Summer Preview: Daisy Edgar-Jones takes on ‘Crawdads’
Good things seem to happen to Daisy Edgar-Jones while she’s busy doing something else. Her breakout role as Marianne in the popular Hulu miniseries “Normal People” came about while she was on another production. She read the book in between takes and filmed her audition on set.
Several years later, she was on that same set when she found out that she had a shot at starring in the big screen adaptation of Delia Owens’ “Where the Crawdads Sing “(in theaters July 15).
“It was so wild to me that they were thinking of me for it,” Edgar-Jones said last week from London. “I think I was surprised to be in consideration considering the popularity of the book and just how important it was.”
“Where the Crawdads Sing” is about a girl named Kya who grows up alone in the marshes of North Carolina after her family abandons her. The story follows Kya from her childhood in the 1950s to adulthood as she navigates romances, ostracization from the townspeople — which only intensifies when one of her suitors is found dead and she’s brought to court — and finding her own path and purpose.

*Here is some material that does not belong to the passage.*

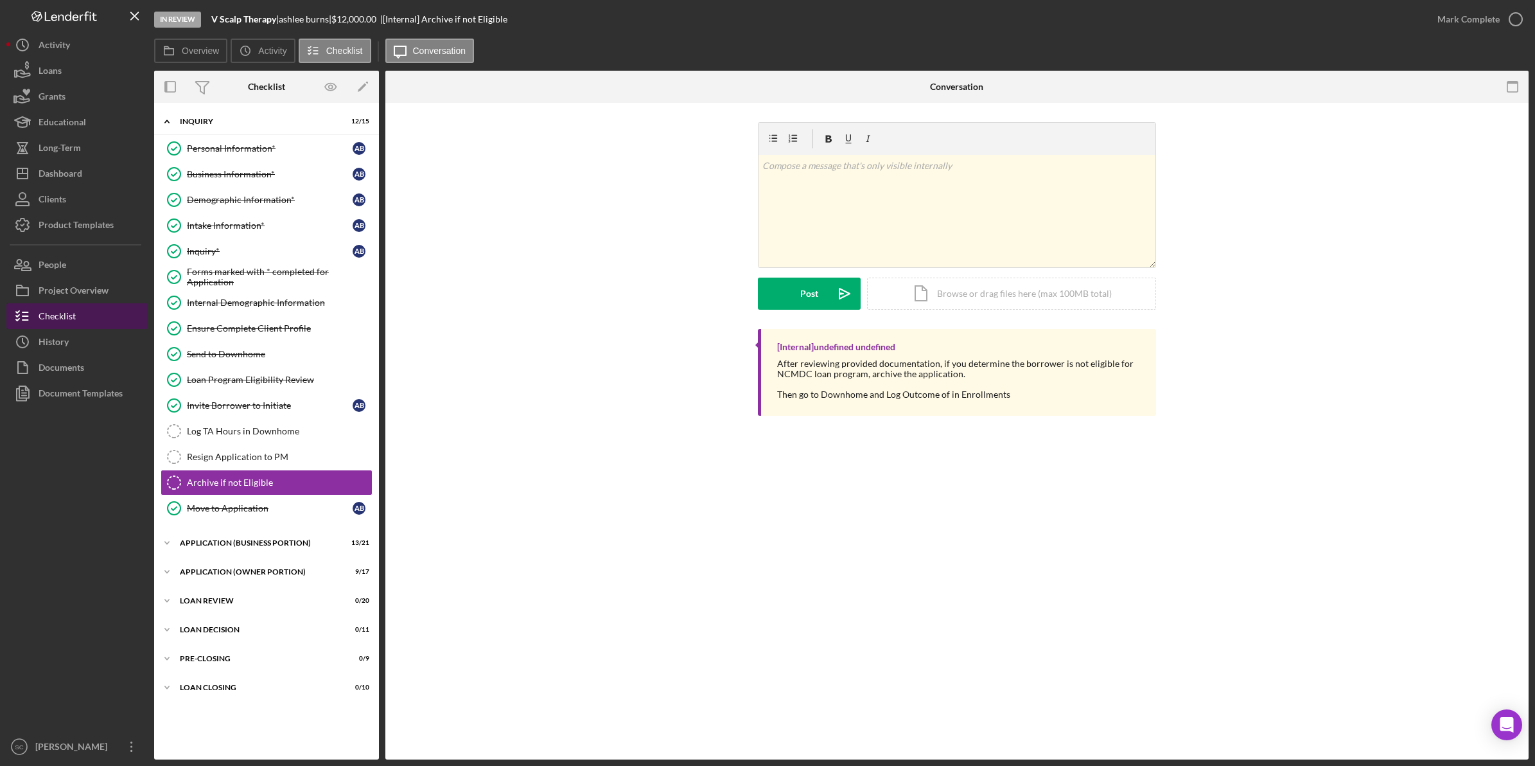 The image size is (1535, 766). I want to click on div: People, so click(52, 266).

Written by a debut novelist, a retired scientist in her 70s, “Where the Crawdads Sing” became an unlikely phenomenon thanks at least in part to actor Reese Witherspoon, who selected it for her book club in 2018. Witherspoon and longtime film executive Elizabeth Gabler, who has been behind adaptations from “The Devil Wears Prada” to “Hidden Figures,” acquired the rights to produce a feature film for Sony Pictures. Since coming out in 2018, “Where the Crawdads Sing” has sold over 12 million copies and spent 150 weeks on the best seller list.

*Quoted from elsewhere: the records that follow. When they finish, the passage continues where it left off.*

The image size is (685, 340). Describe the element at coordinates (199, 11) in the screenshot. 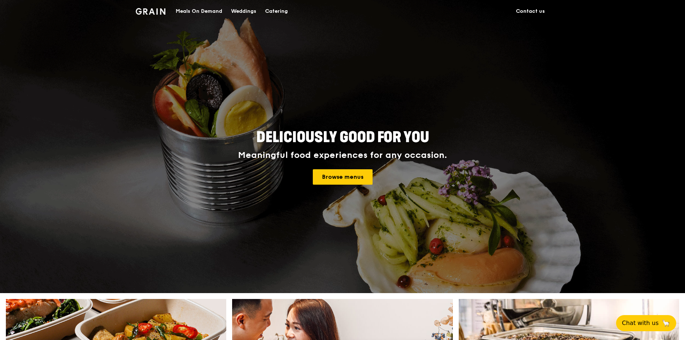

I see `div: Meals On Demand` at that location.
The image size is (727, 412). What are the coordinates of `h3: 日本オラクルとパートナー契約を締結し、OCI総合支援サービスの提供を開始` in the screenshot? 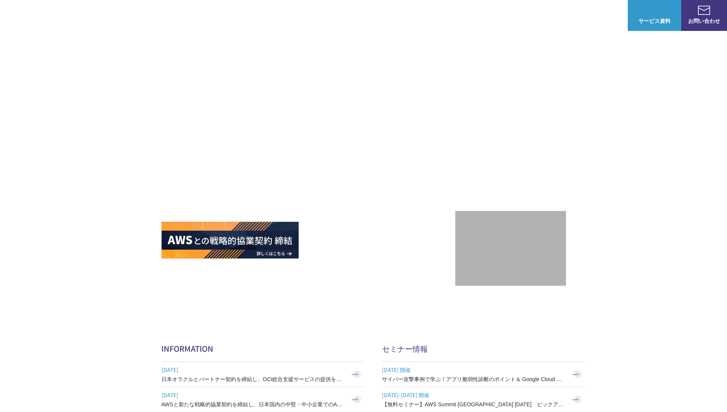 It's located at (253, 379).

Edgar- Jones read the book in a day and was captivated.
“It’s a thriller. It’s a courtroom drama. It’s a survival story. It’s a love story. It’s a love letter to nature. It’s so many things,” Edgar-Jones said. “Something I really took away from it is a newfound appreciation for the wild and how much kindness can affect somebody’s life. Kya is taught to read by Tate and that’s a real turning point in her life, it means she’s able to make a life for herself. In a subtle way, you know, it does really sort of celebrate education.”